Built by an auditor, for compliance teams navigating the path
from information security to AI governance.
(04)
At a Glance
15 | Years in Financial Services, Compliance & Governance, 2 | Lead Auditor Certifications (ISO 27001 & ISO 42001), 3 | Languages (English, French, Italian), 1 I EU AI Act Professional Certification, 3 I Sectors (Finance, Pharma, Technology)
(04)
At a Glance
15 | Years in Financial Services, Compliance & Governance, 2 | Lead Auditor Certifications (ISO 27001 & ISO 42001), 3 | Languages (English, French, Italian), 1 I EU AI Act Professional Certification, 3 I Sectors (Finance, Pharma, Technology)
(05)
A Few Words About Vanessa
Vanessa Siegenthaler is the founder of AIBridge42, a free resource library helping ISO 27001-certified organizations navigate their path to ISO 42001 certification. With 15 years of experience in institutional finance at RBC Capital Markets, serving clients including BNP Paribas, Julius Baer, and Deutsche Bank, Vanessa brings deep expertise in translating complex regulatory requirements into practical governance frameworks. She holds dual Lead Auditor certifications in both ISO 27001 (Information Security) and ISO 42001 (AI Management Systems), along with EU AI Act Professional certification and GDPR expertise. This unique combination allows her to see both sides of the bridge: the security foundation organizations have already built, and the AI governance destination they need to reach. Currently serving as Senior Auditor for an accredited certification body, Vanessa conducts ISO 27001, ISO 27701, and ISO 42001 audits for tier-1 clients. This front-line experience informs her understanding of what auditors actually look for and how organizations can prepare effectively.
(05)
A Few Words About Vanessa
Vanessa Siegenthaler is the founder of AIBridge42, a free resource library helping ISO 27001-certified organizations navigate their path to ISO 42001 certification. With 15 years of experience in institutional finance at RBC Capital Markets, serving clients including BNP Paribas, Julius Baer, and Deutsche Bank, Vanessa brings deep expertise in translating complex regulatory requirements into practical governance frameworks.

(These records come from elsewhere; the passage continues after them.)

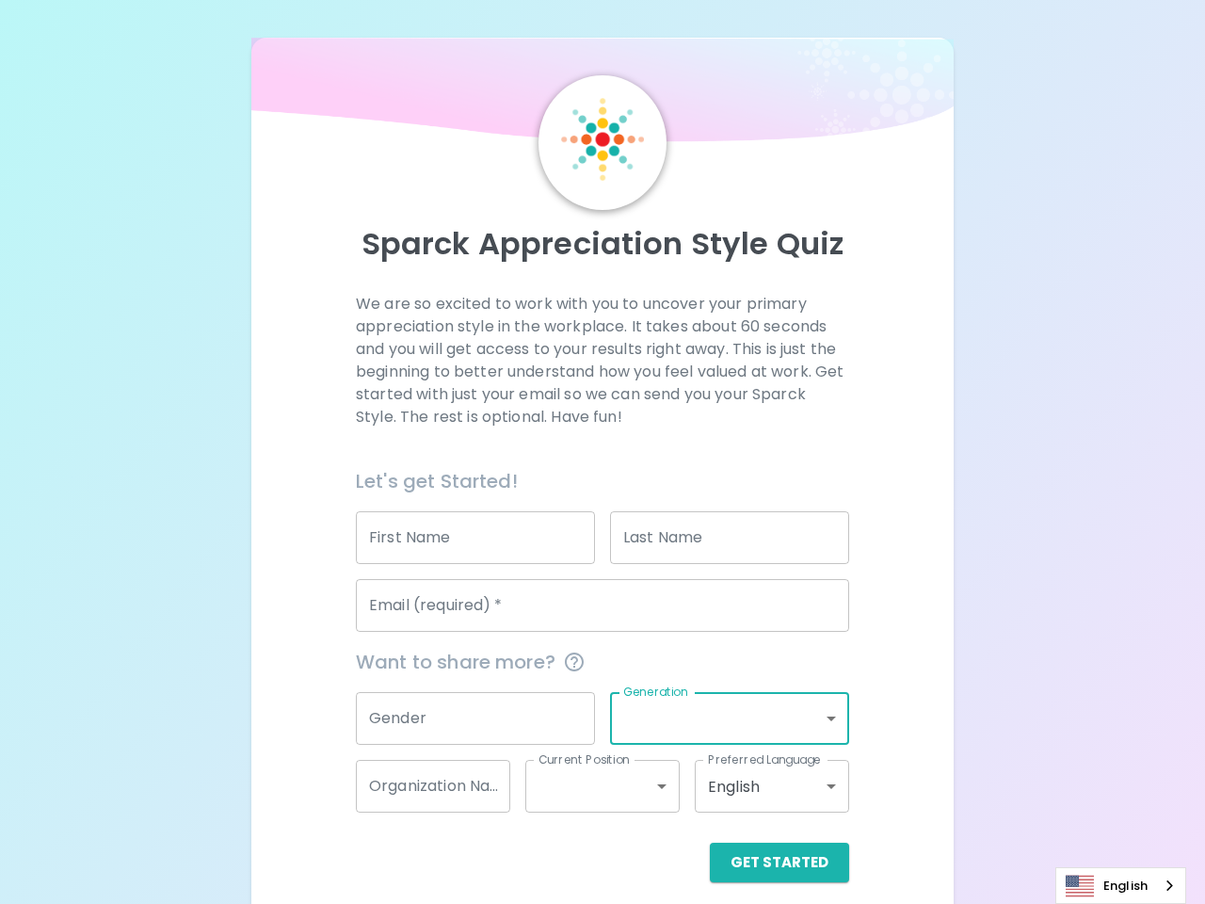 The height and width of the screenshot is (904, 1205). I want to click on div: English, so click(772, 786).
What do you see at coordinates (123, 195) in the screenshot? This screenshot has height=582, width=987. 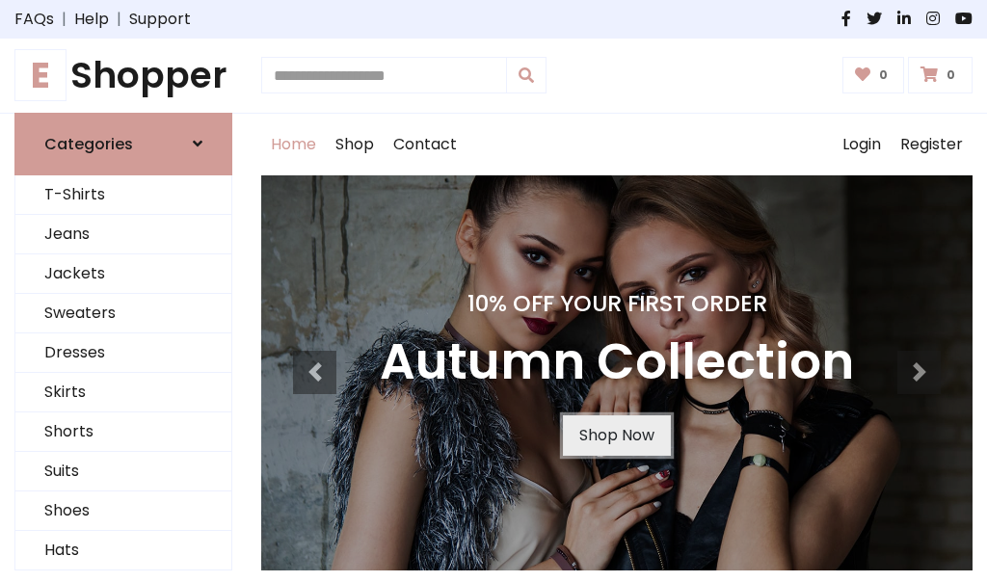 I see `a: T-Shirts` at bounding box center [123, 195].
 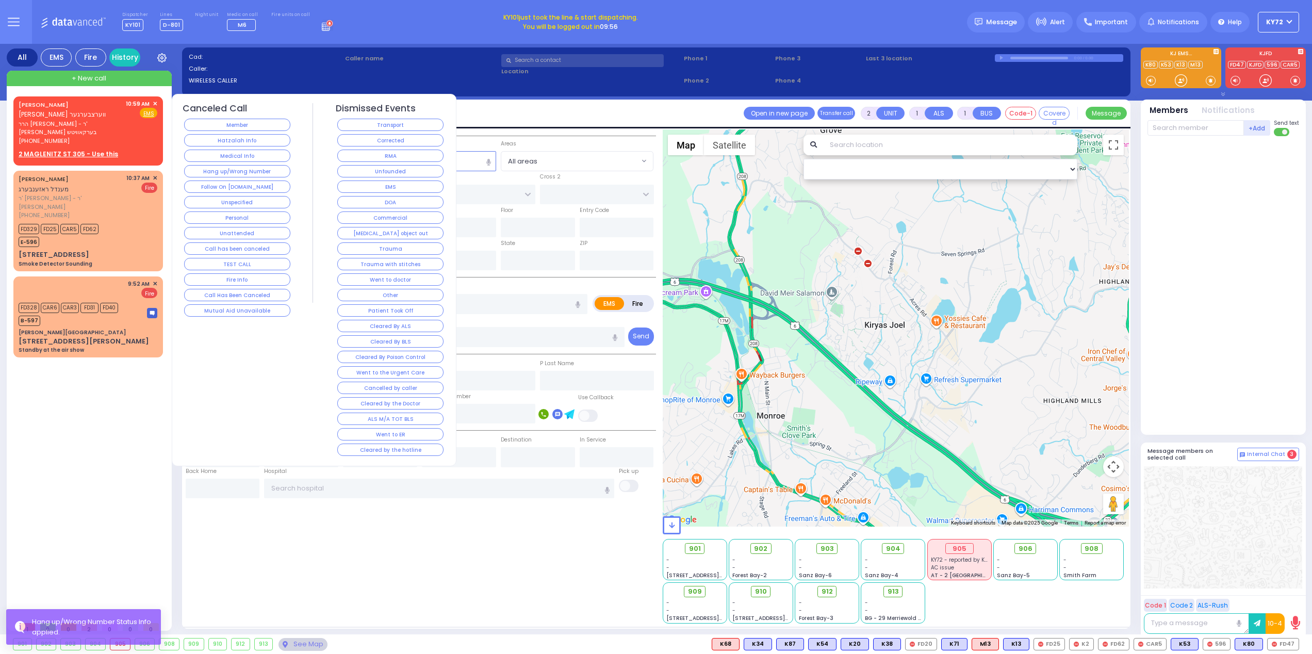 I want to click on button: Trauma with stitches, so click(x=391, y=264).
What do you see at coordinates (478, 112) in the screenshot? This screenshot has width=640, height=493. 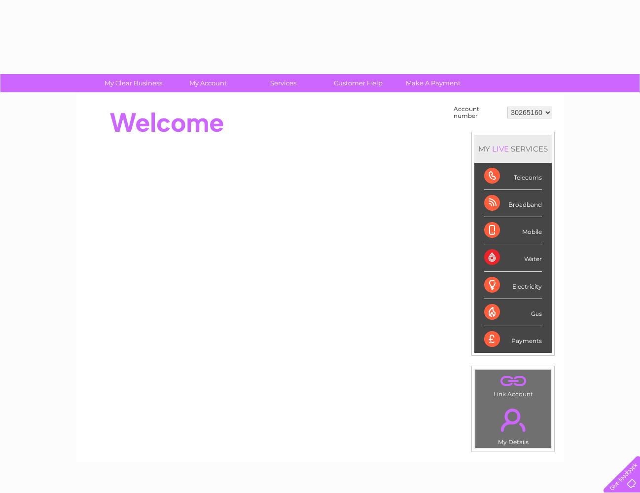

She holds dual Lead Auditor certifications in both ISO 27001 (Information Security) and ISO 42001 (AI Management Systems), along with EU AI Act Professional certification and GDPR expertise. This unique combination allows her to see both sides of the bridge: the security foundation organizations have already built, and the AI governance destination they need to reach. Currently serving as Senior Auditor for an accredited certification body, Vanessa conducts ISO 27001, ISO 27701, and ISO 42001 audits for tier-1 clients. This front-line experience informs her understanding of what auditors actually look for and how organizations can prepare effectively.